January 11, 2011
Fallout continues from AIDS Services for the Monadnock Region's recent distribution of safe-sex kits that included condoms, fruit-flavored lubricant, and candy at area high schools. ASMR Director Susan MacNeil said Thursday the organization will seek administrator approval before bringing the kits to high schools, and it will talk with school officials about letting parents opt their children out of ASMR presentations.
Last month, officials at Monadnock Regional High School gave written approval allowing the kits to be handed out during a World AIDS Day program. But school district board member Bruce Barlow said officials were unaware of the kits' contents. ASMR has since been barred from presenting HIV/AIDS programs at Monadnock High, the Union-Leader reported earlier.
Barlow wrote in an e-mail, "If [ASMR] had had the grace to display the AIDS quilt and shut up, it would have remained a 'learning moment,' where students could take away their own message, rather than converting it into a 'teaching moment,' where the lesson [safe sex] is beaten into them through the kits."
In November, ASMR passed out 200 kits during a program at Keene High School, said MacNeil. Though a team of Keene teachers approved the distribution, Principal Alan Chmiel halted the giveaways upon learning the kits' contents; the program continued.

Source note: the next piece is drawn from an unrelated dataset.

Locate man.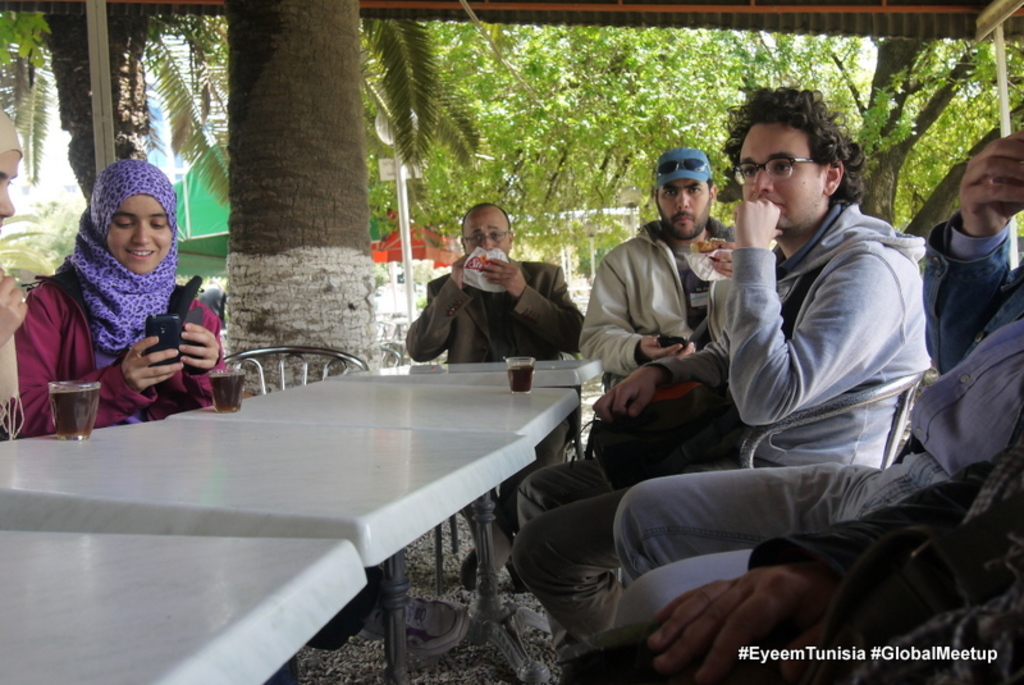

"The Monadnock Regional School District does not encourage sex," Barlow stressed, and is reviewing its policies to prevent similar incidents.
ASMR said future kits will no longer include candy. "The piece of candy is just a piece of candy," said MacNeil, responding to charges from critics that it diminished the importance of safe sex or symbolized the enticement of children into sexual activity. "That's the last thing we wanted." Condoms and lubricant have historically been part of the kits, she added.